06/18/2026
📖 The United States was in the throes of the Great Depression when President Franklin D. Roosevelt was elected in 1932, on the promise of a “New Deal for the American people.”
The first and most ambitious law to pass under the New Deal was the National Industrial Recovery Act (NIRA). As part of the Act, the B&C would cancel its 1933 convention and set up a Washington bureau to participate in Roosevelt’s hearings to write codes of fair competition in its industries.
While the Union’s leaders would be frustrated by several of the outcomes around hours and wages, it saw the key opportunity of the NIRA was its guarantee of workers’ right to organize, bargain collectively and choose representatives without employer interference. The top headline in the July 8, 1933 issue of The Bakers’ Journal urged, “DOUBLE the Membership under NIRA!” The paper issued an urgent call to organizing to Bakery and Confectionery Union workers everywhere.
In the to***co industry, TWIU President E. Lewis Evans announced, “Now that UNCLE SAM has put a quiet on the thwarting business, we are going to get all the members while the getting is good!”
Both unions would increase their rolls by tens of thousands as a result of the NIRA.
The NIRA was struck down by the Supreme Court in 1935, deciding it had given too much power to the president and misinterpreted the U.S. Constitution’s Commerce Clause.
In response, Senator Robert F. Wagner (D-NY) introduced cleaned-up legislation that would become the National Labor Relations Act of 1935 (also referred to as the Wagner Act).
The Wagner Act became the foundation of U.S. labor law. It established the National Labor Relations Board (NLRB), which is still in place today, to run union representation elections, investigate unfair labor practices and enforce collective bargaining rights.
The New Deal also created necessary momentum for the American Federation of Grain Millers (AFGM) to materialize in 1937.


→ EXERCISE DETAILS
Scan the material that follows for lines with "signal". Answer with how many there are, nothing else.
*** Opening THE INPUT ***
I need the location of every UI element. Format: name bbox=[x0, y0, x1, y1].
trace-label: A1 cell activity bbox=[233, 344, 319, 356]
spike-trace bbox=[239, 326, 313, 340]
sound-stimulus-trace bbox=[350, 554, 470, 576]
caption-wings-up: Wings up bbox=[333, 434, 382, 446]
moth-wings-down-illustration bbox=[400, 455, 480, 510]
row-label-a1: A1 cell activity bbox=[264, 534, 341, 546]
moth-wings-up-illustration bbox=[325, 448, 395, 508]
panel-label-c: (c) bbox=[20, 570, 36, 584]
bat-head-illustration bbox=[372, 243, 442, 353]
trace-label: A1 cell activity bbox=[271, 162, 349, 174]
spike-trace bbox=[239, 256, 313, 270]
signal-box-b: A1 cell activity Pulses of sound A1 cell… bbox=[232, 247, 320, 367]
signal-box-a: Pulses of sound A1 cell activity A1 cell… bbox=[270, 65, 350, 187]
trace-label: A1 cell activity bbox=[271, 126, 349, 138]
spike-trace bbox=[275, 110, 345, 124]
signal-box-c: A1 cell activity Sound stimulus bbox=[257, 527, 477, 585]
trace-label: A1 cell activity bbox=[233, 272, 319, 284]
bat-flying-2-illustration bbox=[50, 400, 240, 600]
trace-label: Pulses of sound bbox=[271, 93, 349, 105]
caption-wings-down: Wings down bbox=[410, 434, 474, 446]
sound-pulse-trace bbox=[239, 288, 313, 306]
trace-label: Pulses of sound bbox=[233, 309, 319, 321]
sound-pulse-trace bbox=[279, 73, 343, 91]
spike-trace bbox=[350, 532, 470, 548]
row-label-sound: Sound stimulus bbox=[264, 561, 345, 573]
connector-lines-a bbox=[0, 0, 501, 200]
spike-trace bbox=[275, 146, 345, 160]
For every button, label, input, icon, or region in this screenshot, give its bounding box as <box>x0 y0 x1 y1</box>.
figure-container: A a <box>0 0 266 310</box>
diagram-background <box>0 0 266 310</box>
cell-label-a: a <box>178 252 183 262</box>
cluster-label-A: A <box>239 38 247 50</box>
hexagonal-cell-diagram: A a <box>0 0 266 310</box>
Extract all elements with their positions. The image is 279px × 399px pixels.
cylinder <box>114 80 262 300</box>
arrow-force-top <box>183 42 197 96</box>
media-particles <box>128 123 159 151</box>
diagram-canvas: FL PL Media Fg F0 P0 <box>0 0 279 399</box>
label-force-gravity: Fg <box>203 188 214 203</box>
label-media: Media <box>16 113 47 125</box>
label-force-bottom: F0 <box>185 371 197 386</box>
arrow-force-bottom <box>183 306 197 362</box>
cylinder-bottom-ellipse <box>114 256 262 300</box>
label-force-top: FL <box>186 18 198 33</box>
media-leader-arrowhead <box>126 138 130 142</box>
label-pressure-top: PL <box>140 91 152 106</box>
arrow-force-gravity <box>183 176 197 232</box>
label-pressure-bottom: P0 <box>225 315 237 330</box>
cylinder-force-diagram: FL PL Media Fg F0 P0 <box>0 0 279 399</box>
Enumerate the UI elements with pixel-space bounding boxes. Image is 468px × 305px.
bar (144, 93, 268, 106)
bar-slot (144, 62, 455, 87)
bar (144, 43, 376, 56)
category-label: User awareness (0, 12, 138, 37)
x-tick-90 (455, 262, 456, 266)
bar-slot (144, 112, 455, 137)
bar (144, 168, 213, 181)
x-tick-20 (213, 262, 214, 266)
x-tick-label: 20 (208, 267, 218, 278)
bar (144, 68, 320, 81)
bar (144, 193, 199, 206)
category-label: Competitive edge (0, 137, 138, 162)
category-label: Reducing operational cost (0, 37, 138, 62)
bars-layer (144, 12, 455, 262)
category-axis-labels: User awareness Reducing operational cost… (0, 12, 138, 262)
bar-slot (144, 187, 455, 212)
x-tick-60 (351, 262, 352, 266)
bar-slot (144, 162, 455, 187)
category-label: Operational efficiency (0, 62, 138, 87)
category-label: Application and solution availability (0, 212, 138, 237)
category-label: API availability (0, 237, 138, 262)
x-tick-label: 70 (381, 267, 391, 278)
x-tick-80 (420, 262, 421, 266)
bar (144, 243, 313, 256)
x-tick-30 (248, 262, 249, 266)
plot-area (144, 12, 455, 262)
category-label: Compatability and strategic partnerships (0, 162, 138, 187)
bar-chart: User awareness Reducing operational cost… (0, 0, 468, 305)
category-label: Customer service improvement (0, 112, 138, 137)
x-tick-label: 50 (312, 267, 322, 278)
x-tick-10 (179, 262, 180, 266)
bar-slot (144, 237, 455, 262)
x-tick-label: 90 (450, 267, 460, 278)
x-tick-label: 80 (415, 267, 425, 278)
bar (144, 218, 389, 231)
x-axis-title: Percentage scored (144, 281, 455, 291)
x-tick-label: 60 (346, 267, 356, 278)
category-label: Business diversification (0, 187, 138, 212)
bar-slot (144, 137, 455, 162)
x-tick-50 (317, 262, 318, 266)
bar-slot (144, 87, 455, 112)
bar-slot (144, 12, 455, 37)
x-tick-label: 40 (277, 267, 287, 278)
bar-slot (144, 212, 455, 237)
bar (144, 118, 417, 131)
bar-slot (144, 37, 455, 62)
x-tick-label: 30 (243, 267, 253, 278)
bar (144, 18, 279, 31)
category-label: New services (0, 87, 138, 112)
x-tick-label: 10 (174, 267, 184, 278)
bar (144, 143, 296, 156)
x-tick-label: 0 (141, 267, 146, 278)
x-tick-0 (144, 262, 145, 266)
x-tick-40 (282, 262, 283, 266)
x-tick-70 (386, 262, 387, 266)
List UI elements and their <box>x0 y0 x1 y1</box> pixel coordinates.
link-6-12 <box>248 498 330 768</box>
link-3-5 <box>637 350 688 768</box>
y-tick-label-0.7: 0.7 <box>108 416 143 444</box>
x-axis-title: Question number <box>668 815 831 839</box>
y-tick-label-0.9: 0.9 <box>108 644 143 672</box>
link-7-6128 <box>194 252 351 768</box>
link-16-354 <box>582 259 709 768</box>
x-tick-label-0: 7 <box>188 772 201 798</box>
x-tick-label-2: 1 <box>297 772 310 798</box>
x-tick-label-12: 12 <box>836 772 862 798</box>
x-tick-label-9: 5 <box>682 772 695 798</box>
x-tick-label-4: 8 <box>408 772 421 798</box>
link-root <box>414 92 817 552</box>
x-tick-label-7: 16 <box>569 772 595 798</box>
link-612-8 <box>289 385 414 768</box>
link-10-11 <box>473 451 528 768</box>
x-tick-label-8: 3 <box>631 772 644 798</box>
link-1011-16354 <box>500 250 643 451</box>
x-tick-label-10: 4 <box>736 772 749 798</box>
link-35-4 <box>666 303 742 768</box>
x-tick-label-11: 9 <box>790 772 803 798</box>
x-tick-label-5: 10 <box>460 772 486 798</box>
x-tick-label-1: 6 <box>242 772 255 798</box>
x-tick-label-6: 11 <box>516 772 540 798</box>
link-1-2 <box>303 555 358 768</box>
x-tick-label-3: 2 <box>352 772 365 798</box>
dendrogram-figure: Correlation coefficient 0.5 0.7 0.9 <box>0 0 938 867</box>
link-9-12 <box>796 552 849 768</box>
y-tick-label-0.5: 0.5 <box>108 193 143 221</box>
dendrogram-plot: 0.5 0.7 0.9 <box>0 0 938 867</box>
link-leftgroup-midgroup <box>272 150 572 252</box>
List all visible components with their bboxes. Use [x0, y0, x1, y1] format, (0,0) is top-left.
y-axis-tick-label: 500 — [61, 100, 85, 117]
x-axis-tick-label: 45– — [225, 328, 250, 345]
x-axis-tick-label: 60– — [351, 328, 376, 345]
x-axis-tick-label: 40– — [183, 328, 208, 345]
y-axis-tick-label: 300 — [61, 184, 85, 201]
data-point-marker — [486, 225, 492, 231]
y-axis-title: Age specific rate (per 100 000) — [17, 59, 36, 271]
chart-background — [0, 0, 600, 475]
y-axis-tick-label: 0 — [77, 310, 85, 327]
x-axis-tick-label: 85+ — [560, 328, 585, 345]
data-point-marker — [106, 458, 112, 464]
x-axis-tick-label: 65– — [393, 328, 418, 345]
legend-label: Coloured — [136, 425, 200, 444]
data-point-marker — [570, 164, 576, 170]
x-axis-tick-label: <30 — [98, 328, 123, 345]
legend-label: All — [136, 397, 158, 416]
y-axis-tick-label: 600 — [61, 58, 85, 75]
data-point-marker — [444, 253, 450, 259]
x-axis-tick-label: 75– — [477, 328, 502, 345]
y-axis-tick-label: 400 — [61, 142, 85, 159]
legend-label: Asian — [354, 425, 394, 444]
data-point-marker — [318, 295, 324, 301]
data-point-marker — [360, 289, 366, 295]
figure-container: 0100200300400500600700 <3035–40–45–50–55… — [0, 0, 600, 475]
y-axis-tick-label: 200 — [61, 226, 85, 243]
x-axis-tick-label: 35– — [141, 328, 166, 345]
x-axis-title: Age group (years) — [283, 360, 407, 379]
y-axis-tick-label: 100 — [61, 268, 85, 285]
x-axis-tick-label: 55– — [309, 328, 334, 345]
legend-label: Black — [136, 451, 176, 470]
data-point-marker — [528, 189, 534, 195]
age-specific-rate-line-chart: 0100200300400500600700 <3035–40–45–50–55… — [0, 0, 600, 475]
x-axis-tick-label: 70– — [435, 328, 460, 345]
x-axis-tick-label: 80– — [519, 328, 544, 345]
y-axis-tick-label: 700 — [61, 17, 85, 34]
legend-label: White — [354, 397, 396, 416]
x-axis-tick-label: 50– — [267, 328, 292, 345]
*** Closing THE INPUT ***
→ SOLUTION TO THIS TASK
3